We may think we’re smart, but there’s a whole universe out there that begs to differ

In 1950, Enrico Fermi went to lunch with fellow physicists Edward Teller, Herbert York and Emil Konopinski. If you are drafting a nerd fantasy team, this would pretty much guarantee you a Top 3 finish.

As the talk turned to a recent, and typically unpromising UFO sighting, a semi-frustrated Fermi asked, “Where is everybody?”

The inference was that with billions of stars in the Milky Way there was almost assuredly life, and a lot of that life would have developed long before us. So odds were, a civilization that might have pre-dated us by even a few thousand years should have mastered interstellar travel by now, or at the very least, mastered interstellar communication skills.

Tim Rowland
Tim Rowland

Indeed, the odds of us being a universal one-off would be the same as hitting the Mega Millions lottery 12 times in a row. I don’t know if that’s true or not, but truth is so 20th century.

And it’s not like we’ve hidden the fact that we exist. Like the loudmouths that humans are, we have blasted the heavens with all sorts of “We are here!” messaging, a la “Horton Hears a Who.”

Whether this is smart or not is a different story: We may be like a bunch of mice inviting a world of eagles to our gender-reveal party. But the bottom line is that all our entreaties have been met with stone-cold silence.

There have been all sorts of theories why this is so: Maybe space travel is even harder than we imagine; maybe other civilizations aren’t interested in searching for life; maybe they never became advanced enough for space travel because they killed themselves off in wars, environmental disasters or acts of self-destructive cruelty before they advanced to the space-travel stage.

Admittedly, that last one has a ring of truth to it, although it would assume the unlikely odds that twice in the same universe a hydrogen molecule, over time, would evolve into Greg Abbott.

But now there’s a new theory that sounds even more plausible: Other civilizations are indeed on the lookout for intelligent life, but by their criteria, we don't fit the definition.

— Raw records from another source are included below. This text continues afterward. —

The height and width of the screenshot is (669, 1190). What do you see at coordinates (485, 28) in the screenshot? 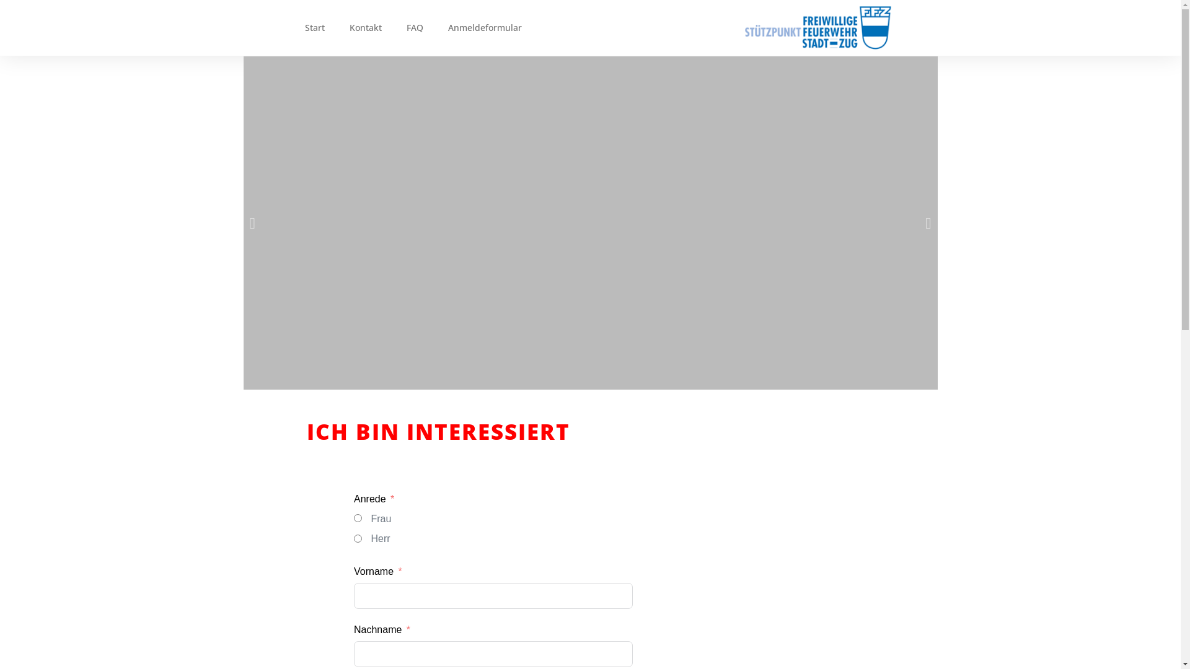
I see `Anmeldeformular` at bounding box center [485, 28].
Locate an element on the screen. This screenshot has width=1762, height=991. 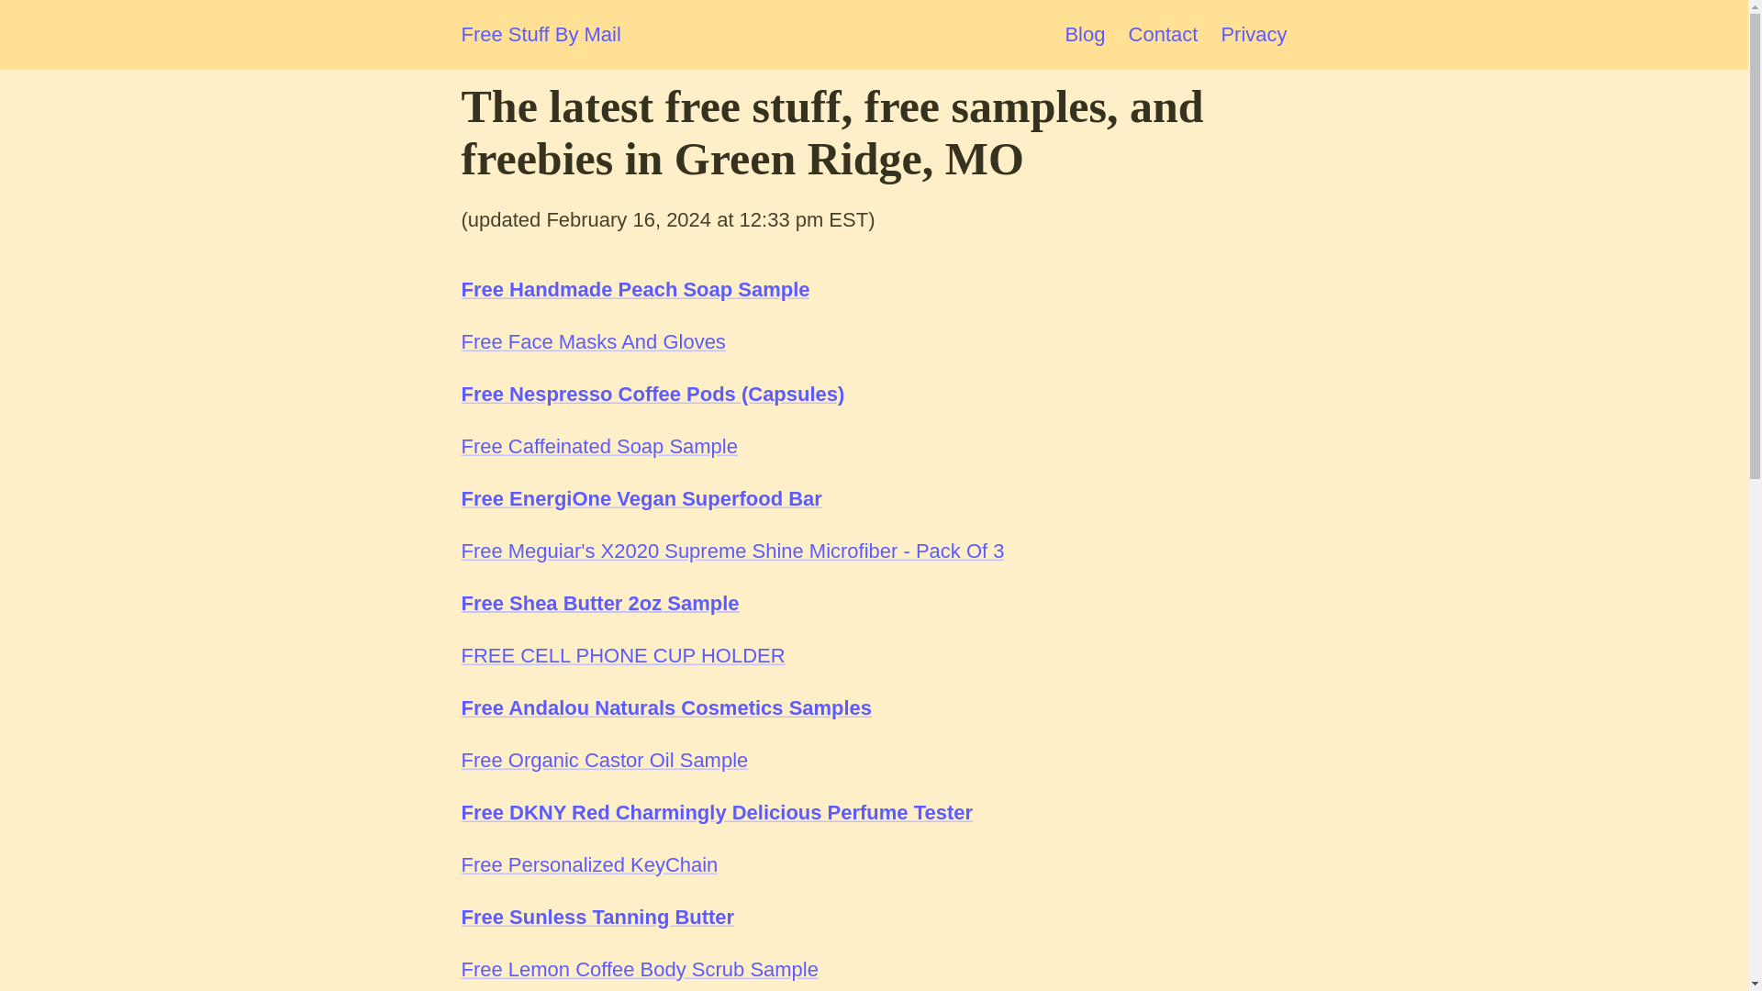
FREE CELL PHONE CUP HOLDER is located at coordinates (622, 655).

Amri Wandel, an astrophysicist at The Hebrew University of Jerusalem, wrote that life in our galaxy may be really common, and if that’s the case, super-advanced civilizations aren't going to waste their time on newly evolved life any more than we would try to communicate with a planet populated by single-cell organisms.

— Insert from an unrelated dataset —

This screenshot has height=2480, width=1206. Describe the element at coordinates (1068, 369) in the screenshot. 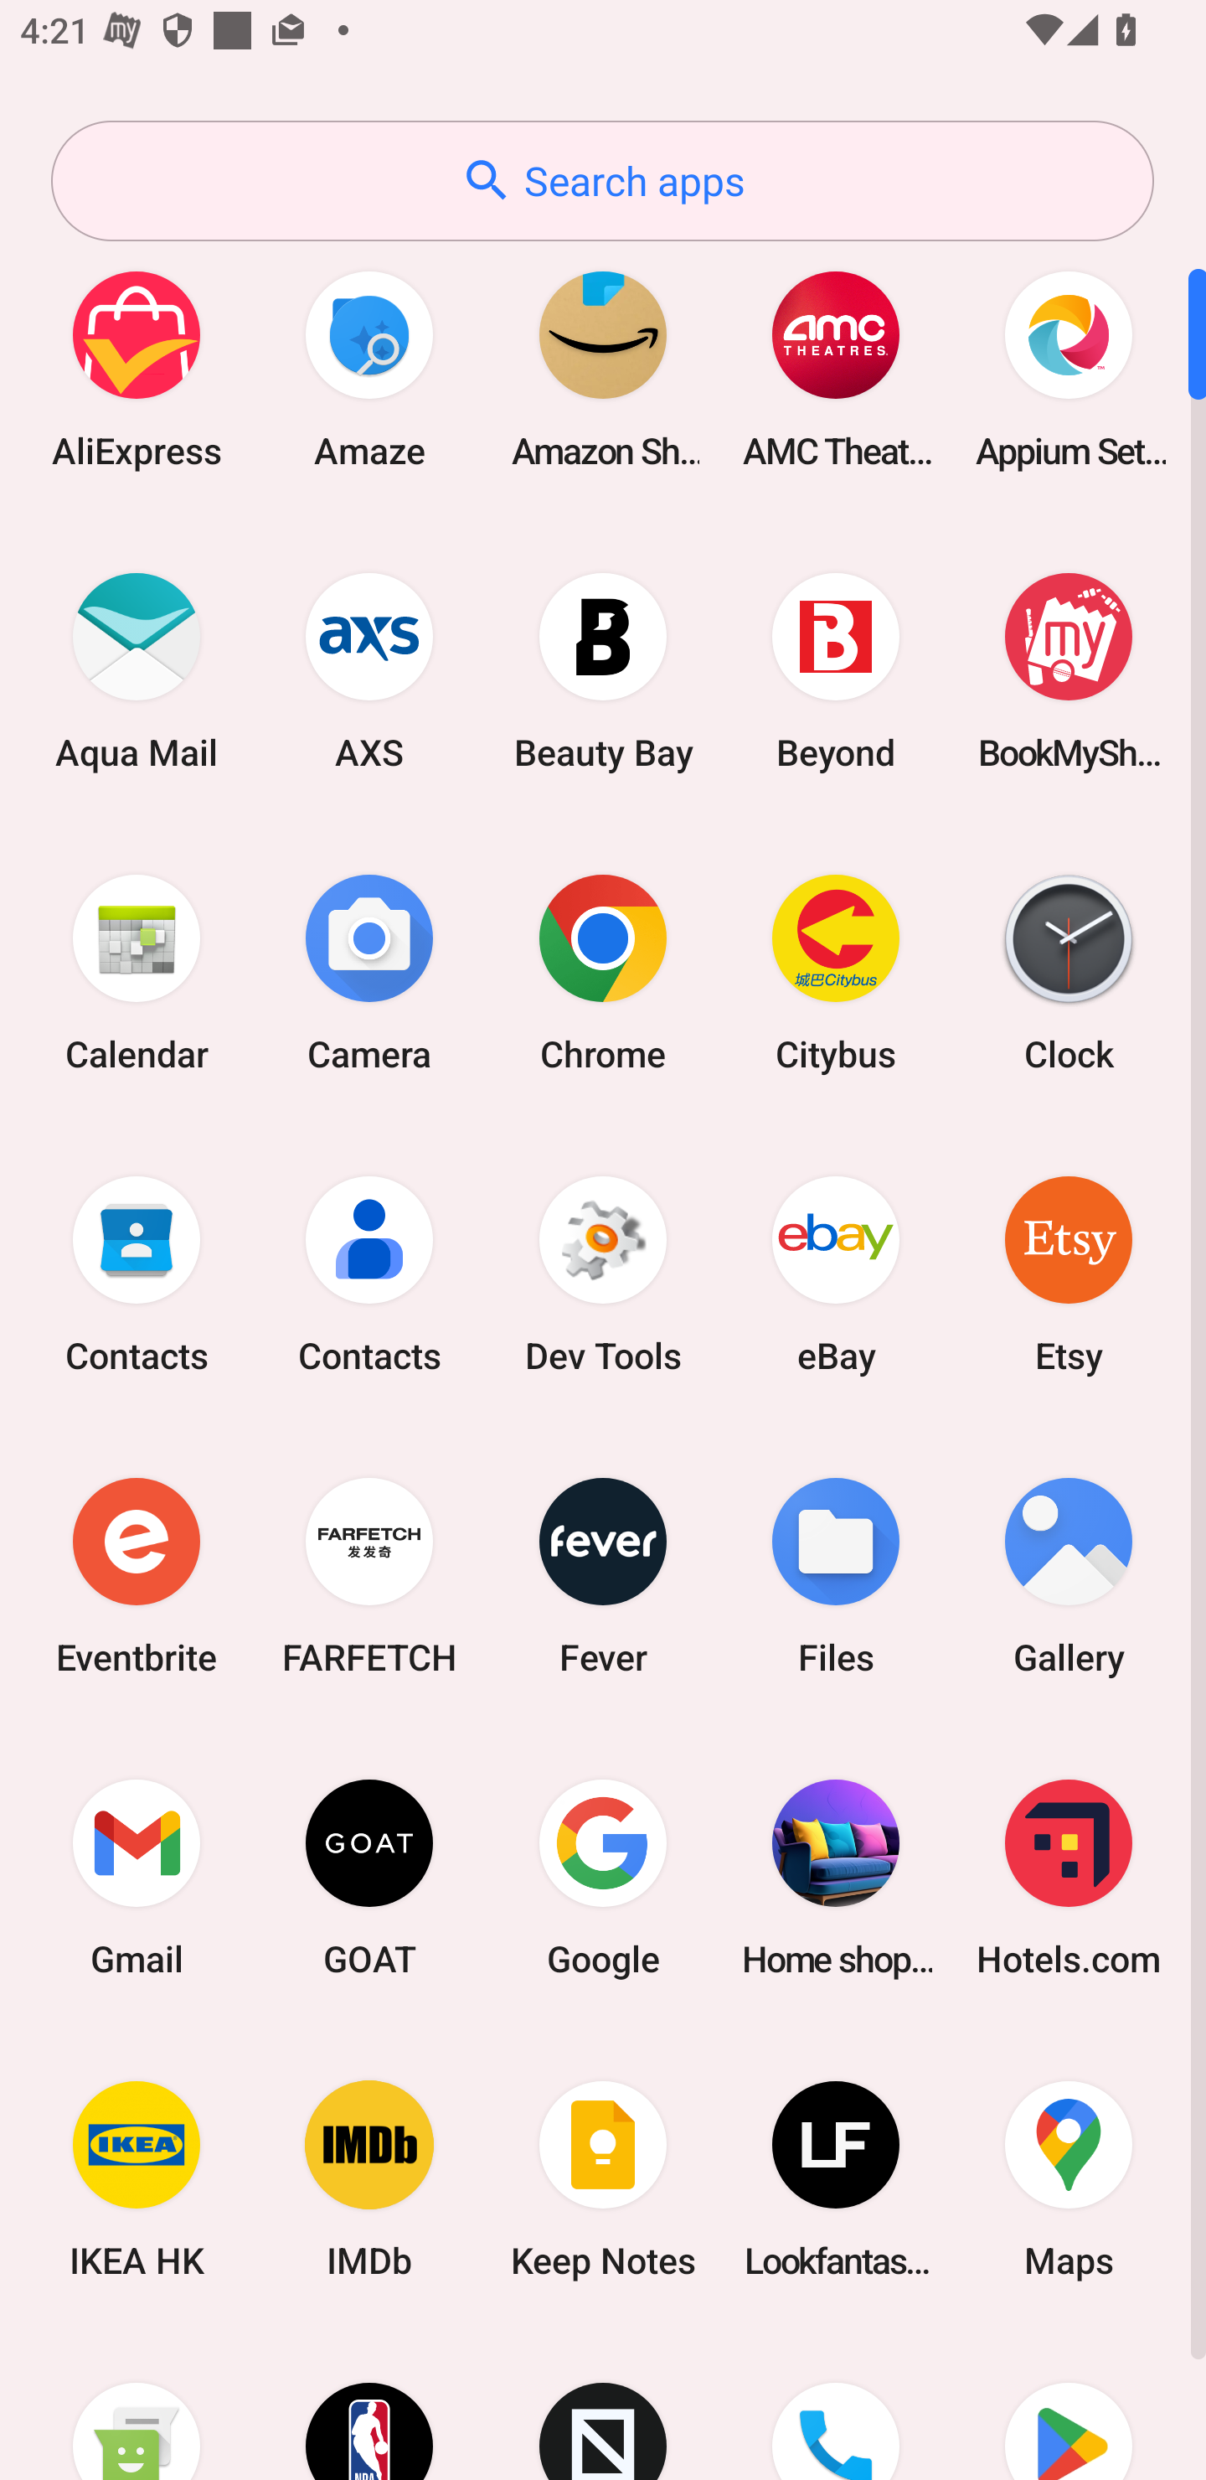

I see `Appium Settings` at that location.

Makes sense to me. Really, if your first probe of earth hit on, say, a Verizon call center, how likely would you be to ask a follow-up question?

According to LiveScience, “If many of the rocky planets orbiting in the habitable zone of stars host life, aliens probably aren't going to waste their resources sending signals to every one — they'd likely end up trying to communicate with alien algae or amoebas.”

It is true that we have been sending out electronic signals for decades and have received no response, but Wandel doesn’t put much stock in this because even at the speed of light they would have only reached a relative handful of stars by now.

I’d go Wandel one better and suggest that aliens might not find our electronic pulses any more interesting than a coral feeding on a plankton. They were entertaining at the time, but our early transmissions were nothing to suggest higher intelligence. How many aliens are going to hear “You can call me Ray, or you can call me J.,” and think, “Oh boy, let’s get a message back to that guy right away!”

Remember Spock’s bewilderment at “a simple binary code transmitted by carrier-wave signal — radio.” And Kirk responding, “Radio?” like a graphic designer who’s just been handed a mimeograph machine.

In other words, we may think we’re smart, but there’s a whole universe out there that begs to differ.

Tim Rowland is a Herald-Mail columnist.